Gérard's son Romané Basset begins a series about some of this year's candidates for the most valuable of the many awards he and his mother Nina administer for the Gérard Basset Foundation.
Jancis writes This year we had 24 applicants for the Taylor’s Port Golden Vines Scholarships for MW or MS candidates, worth up to £55,000 each. You can read about previous winners of these top awards here, here and here.
This year’s applicants were of such high quality that we judges had a seriously difficult time even choosing which ones should proceed to the interview stage. In the end we interviewed a total of a dozen extremely impressive candidates and will be profiling them in batches of three over the next four weeks.
I am not only a judge but a trustee of the Gérard Basset Foundation, which administers not just these scholarships but a wide range of educational grants and other scholarships – all with the aim of enriching the wine, spirits and hospitality industries, making them more diverse and inclusive. We have so far pledged £1,886,960 (not including these scholarships), reaching 1,190 direct beneficiaries all over the world with our funding. See here for more detail.
Bento Amaral, Portugal
Amaral, pitcured at the top of this article, worked as the technical director of the Institute of Douro and Port Wines (IVDP) for more than 20 years, leading the team in charge of tasting and conducting chemical analyses of wines from these appellations. As a result of a sailing accident in 1994 he lost the used of all four limbs. He represented Portugal sailing in the 2008 Paralympics.
Following a meeting with the Gérard Basset Foundation in 2022, he was inspired to start on a new path and found Humanwinety, an organisation specifically set up to provide wine-focused courses which incorporate B-learning methods that make education more approachable and accessible for students with physical and intellectual disabilities.
Drawing upon his own experiences of living as a quadriplegic, Amaral is determined to use Humanwinety as a vehicle of advocacy and meaningful opportunity creation in the wine industry. In his own words: ‘I am confident that with the creation of Humanwinety, I can fulfil myself professionally and help make the world a better place for everyone’. He has recently entered the MW programme, through which he wishes to complement his work at Humanwinety and ‘be a shining example of how people with disabilities can reach the highest levels in the wine industry’ and ‘raise awareness and increase the consciousness’ of the industry to be more inclusive and accessible.
Sammy Lam, USA
Lam grew up in a low-income, Mexican-American household and had to strive to overcome the disadvantages that these circumstances placed in his way. Unbowed by these challenges but motivated instead to transcend them, Lam sees his heritage as ‘a foundation of strength rather than a limitation’. He is a successful entrepreneur, having founded Wanderlust Wine Co, the world’s largest on-tap winery with three locations spread around Austin, Texas.
He’s also passionate about Texas’ growing wine industry and its position internationally, Lam is a board member of the Texas Wine and Grape Growers Association, as well as a key organiser of the OIV MSc (of which he is a graduate) Texas module. He seeks to use this position to ‘bridge the gap between established wine practices and innovative approaches’, thereby ensuring that his home state may claim its rightful place as a globally recognised, dynamic producer of quality wines.
In addition to these roles, he is a constant advocate for the inclusion of diverse communities, engaging with organisations including the Austin Young, Greater Austin Hispanic and LGBTQ+ Chambers of Commerce, to show that the wine industry is a place where all are welcome, very much in line with the aims of the Gérard Basset Foundation.
Junqi Peng, China
Peng’s journey in wine began in 2014, when fatefully she tasted a 2005 Château Palmer. Falling in love with wine from this moment onwards, it became a passion of hers, albeit not one that she thought would ever become a career.
A talented chemist at school (being placed in the top 10 of one million students in the Guangdong province division of the Chinese Chemistry Olympiad), she studied theoretical chemistry at university, aiming to undertake a PhD eventually. Visits to German and Spanish winemaking regions, however, convinced her that winemaking was where her true passion lay, representing ‘a true combination of art, science and philosophy’.
To change course and become a winemaker was no easy feat, however. Peng has faced many obstacles, not least being questioned, presumably on a sexist basis, regarding her suitability for such a tough occupation. Undeterred, Peng is forging ahead, applying for the MW programme and simultaneously identifying the three areas she wishes to focus upon in the next 5–10 years: establishing a winery in China; working on the development of Chinese regional and appellation regulations; and ameliorating China’s import and export regulations as they apply to the wine trade. Ambitious indeed!
Alongside wine, Peng’s other great passion is underwater photography, and indeed she sees similarities between the two pursuits, remarking: ‘both wine and ocean are boundless, unifying people and the world’.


#### WHAT YOU WILL DO
What you write must be the listing below in full, word for word, minus its pictures.
┄┄┄┄┄┄┄┄┄┄
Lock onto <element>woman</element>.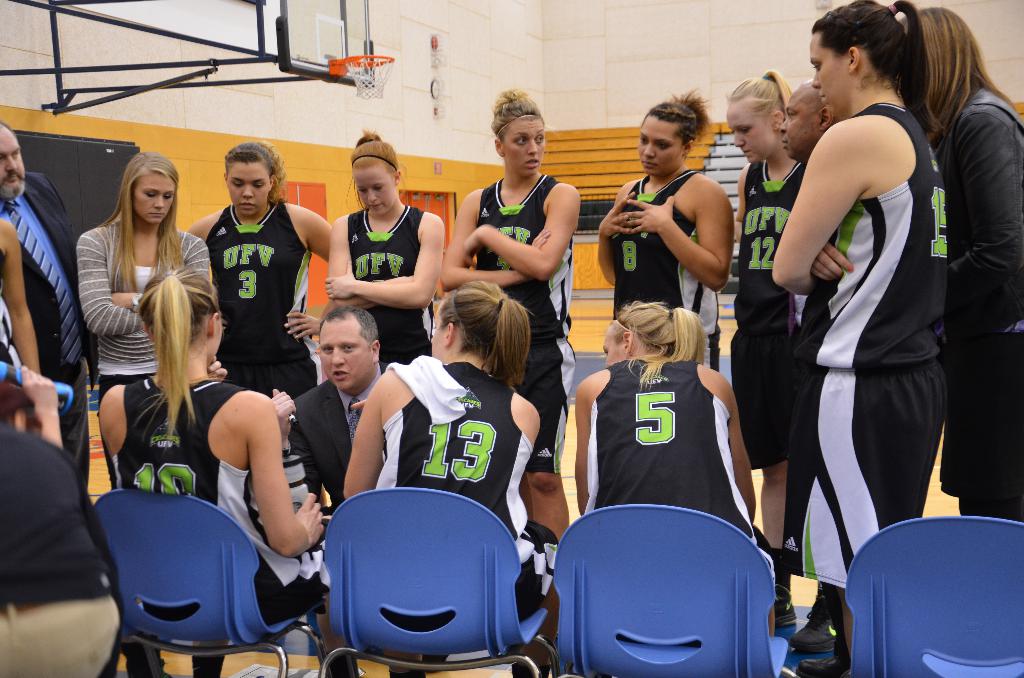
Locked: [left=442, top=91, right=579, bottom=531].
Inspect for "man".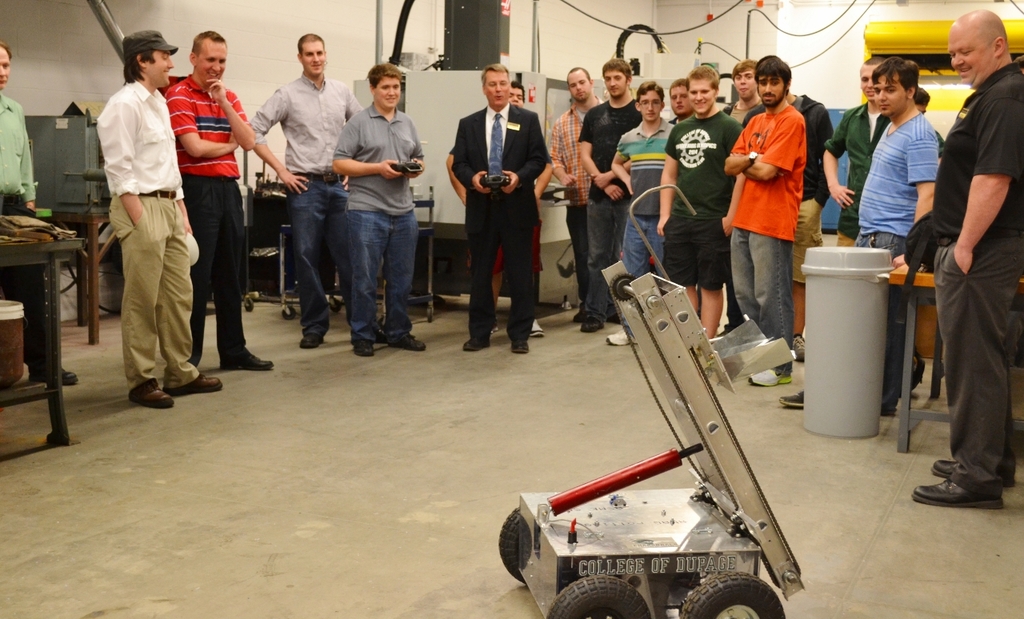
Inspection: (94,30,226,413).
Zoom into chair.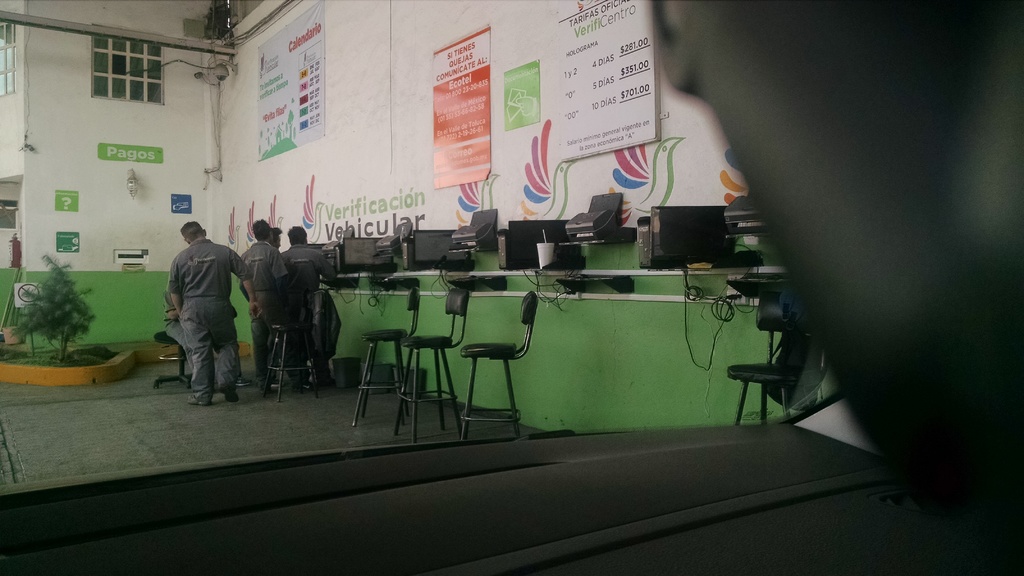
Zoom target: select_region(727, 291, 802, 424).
┄┄┄┄┄┄┄┄┄┄
#### RESULT BELOW
Lock onto <element>woman</element>.
Locked: [left=442, top=91, right=579, bottom=531].
Inspect for "man".
Inspection: (94,30,226,413).
Zoom into chair.
Zoom target: select_region(727, 291, 802, 424).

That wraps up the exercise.